A west Pennsylvania mayor performed the first same-sex marriage in his county, despite the state lacking a marriage equality law.
John Fetterman, the mayor of Braddock, Pa., married Bill Gray and John Kandray in an intimate ceremony at the public official's residence in Allegheny County. The couple had been together over 11 years and lived in the suburbs of Pittsburgh CBS Pittsburgh, reports.
"Showing our commitment to each other," Gray said, "which we've been at that point for a long time, just now we can prove it."
Gray and Kandray had obtained a marriage license from Bruce Hanes, the Register of Wills of Montgomery County, located on the eastern side of the state. Hanes has issued more than 60 marriage licenses to same-sex couples to date, in defiance of a law banning marriage equality in Pennsylvania. A state statute enacted in 1996 recognizes only those marriages between one man and one woman. The law also forbids the state from recognizing legal same-sex marriages performed in other states.
That statute is being challenged in federal court by the American Civil Liberties Union on behalf of 10 Pennsylvania couples who wish to marry, as well as a widow who recently lost her partner of nearly three decades. The lawsuit references the recent landmark Supreme Court rulings striking down a key section of the federal so-called Defense of Marriage Act, and California's voter-approved ban on marriage equality, Proposition 8.
"I just think it's time people in Pennsylvania say, Mr. Corbett, you know, tear down this law," said Fetterman, referring to Tom Corbett, Pennsylvania's governor. "DOMA is a fundamentally unjust piece of legislation."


**Exercise:** Say how many lines of the listing below contain "JSON", giving the number and nothing else.

BEGIN Data under study

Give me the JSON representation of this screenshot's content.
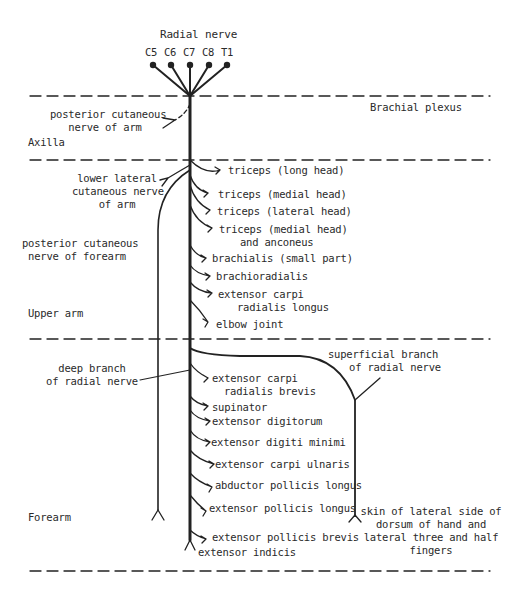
{
  "title": "Radial nerve",
  "roots": [
    "C5",
    "C6",
    "C7",
    "C8",
    "T1"
  ],
  "regions": {
    "brachial_plexus": "Brachial plexus",
    "axilla": "Axilla",
    "upper_arm": "Upper arm",
    "forearm": "Forearm"
  },
  "left_branches": {
    "posterior_cutaneous_arm": [
      "posterior cutaneous",
      "nerve of arm"
    ],
    "lower_lateral_cutaneous_arm": [
      "lower lateral",
      "cutaneous nerve",
      "of arm"
    ],
    "posterior_cutaneous_forearm": [
      "posterior cutaneous",
      "nerve of forearm"
    ],
    "deep_branch": [
      "deep branch",
      "of radial nerve"
    ]
  },
  "upper_arm_branches": [
    "triceps (long head)",
    "triceps (medial head)",
    "triceps (lateral head)",
    "triceps (medial head)",
    "and anconeus",
    "brachialis (small part)",
    "brachioradialis",
    "extensor carpi",
    "radialis longus",
    "elbow joint"
  ],
  "forearm_branches": [
    "extensor carpi",
    "radialis brevis",
    "supinator",
    "extensor digitorum",
    "extensor digiti minimi",
    "extensor carpi ulnaris",
    "abductor pollicis longus",
    "extensor pollicis longus",
    "extensor pollicis brevis",
    "extensor indicis"
  ],
  "superficial_branch": {
    "label": [
      "superficial branch",
      "of radial nerve"
    ],
    "target": [
      "skin of lateral side of",
      "dorsum of hand and",
      "lateral three and half",
      "fingers"
    ]
  }
}
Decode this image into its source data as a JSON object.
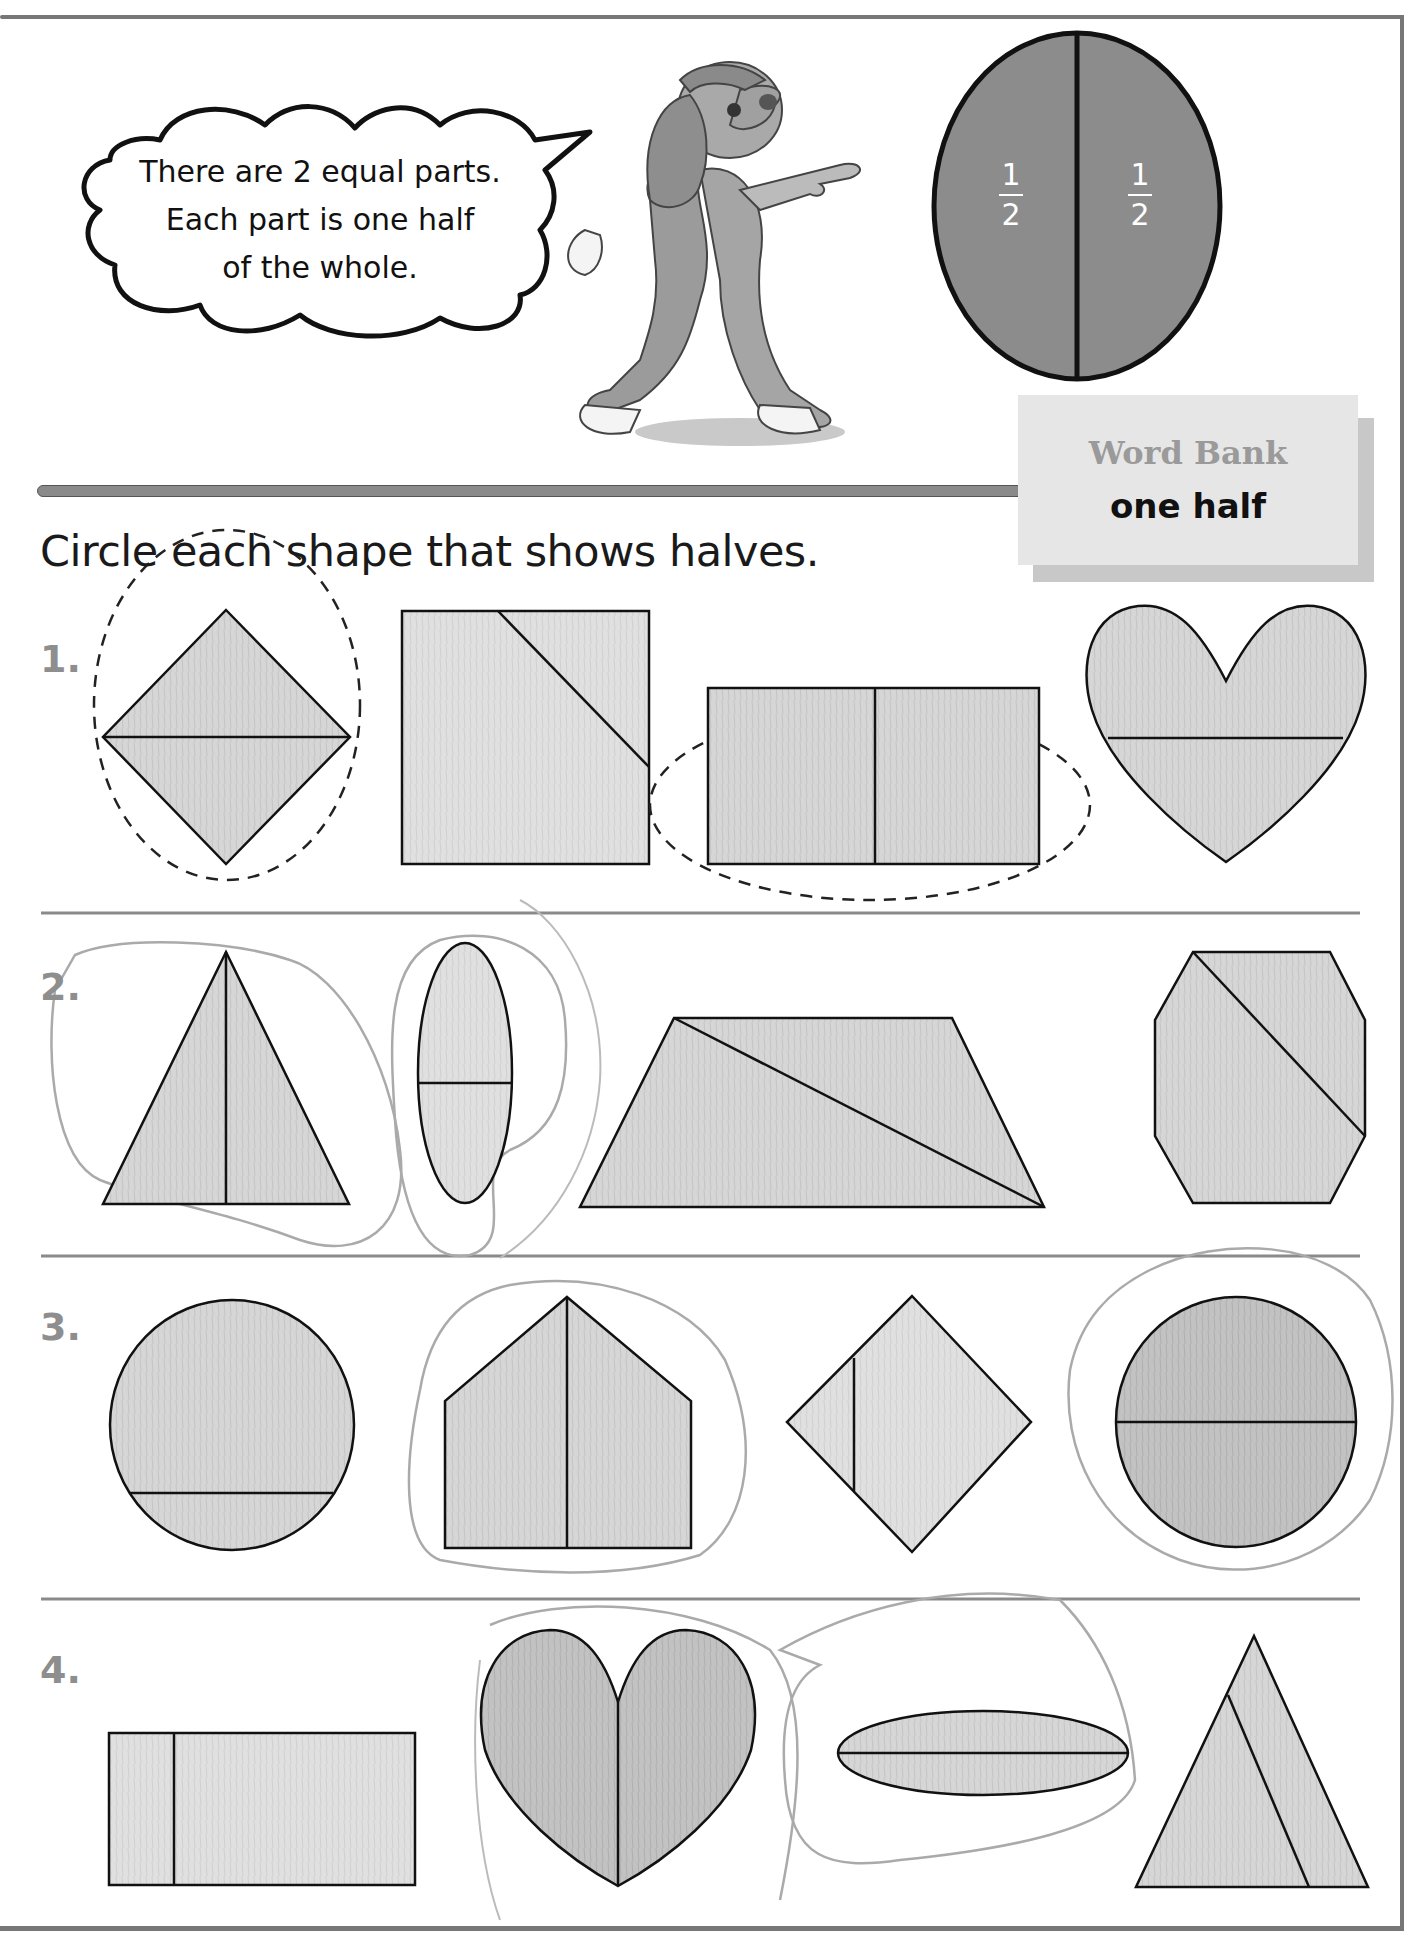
{
  "speech_bubble": {
    "lines": [
      "There are 2 equal parts.",
      "Each part is one half",
      "of the whole."
    ]
  },
  "example_circle": {
    "labels": [
      {
        "numerator": "1",
        "denominator": "2"
      },
      {
        "numerator": "1",
        "denominator": "2"
      }
    ],
    "fill": "#8c8c8c"
  },
  "word_bank": {
    "title": "Word Bank",
    "words": [
      "one half"
    ]
  },
  "instruction": "Circle each shape that shows halves.",
  "colors": {
    "shape_fill": "#d4d4d4",
    "shape_fill_dark": "#bdbdbd",
    "outline": "#111111",
    "row_number": "#8e8e8e",
    "pencil": "#a8a8a8"
  },
  "rows": [
    {
      "number": "1.",
      "shapes": [
        {
          "shape": "diamond",
          "division": "horizontal",
          "halves": true,
          "circled": "example-dashed"
        },
        {
          "shape": "rectangle",
          "division": "diagonal-corner",
          "halves": false,
          "circled": "none"
        },
        {
          "shape": "rectangle",
          "division": "vertical",
          "halves": true,
          "circled": "example-dashed"
        },
        {
          "shape": "heart",
          "division": "horizontal",
          "halves": false,
          "circled": "none"
        }
      ]
    },
    {
      "number": "2.",
      "shapes": [
        {
          "shape": "triangle",
          "division": "vertical",
          "halves": true,
          "circled": "pencil"
        },
        {
          "shape": "oval",
          "division": "horizontal",
          "halves": true,
          "circled": "pencil"
        },
        {
          "shape": "trapezoid",
          "division": "diagonal",
          "halves": false,
          "circled": "none"
        },
        {
          "shape": "octagon",
          "division": "diagonal",
          "halves": false,
          "circled": "none"
        }
      ]
    },
    {
      "number": "3.",
      "shapes": [
        {
          "shape": "circle",
          "division": "horizontal-low",
          "halves": false,
          "circled": "none"
        },
        {
          "shape": "pentagon",
          "division": "vertical",
          "halves": true,
          "circled": "pencil"
        },
        {
          "shape": "diamond",
          "division": "vertical-off-center",
          "halves": false,
          "circled": "none"
        },
        {
          "shape": "circle",
          "division": "horizontal",
          "halves": true,
          "circled": "pencil"
        }
      ]
    },
    {
      "number": "4.",
      "shapes": [
        {
          "shape": "rectangle",
          "division": "vertical-off-center",
          "halves": false,
          "circled": "none"
        },
        {
          "shape": "heart",
          "division": "vertical",
          "halves": true,
          "circled": "pencil"
        },
        {
          "shape": "oval",
          "division": "horizontal",
          "halves": true,
          "circled": "pencil"
        },
        {
          "shape": "triangle",
          "division": "slanted",
          "halves": false,
          "circled": "none"
        }
      ]
    }
  ]
}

END Data under study

**Response:** 2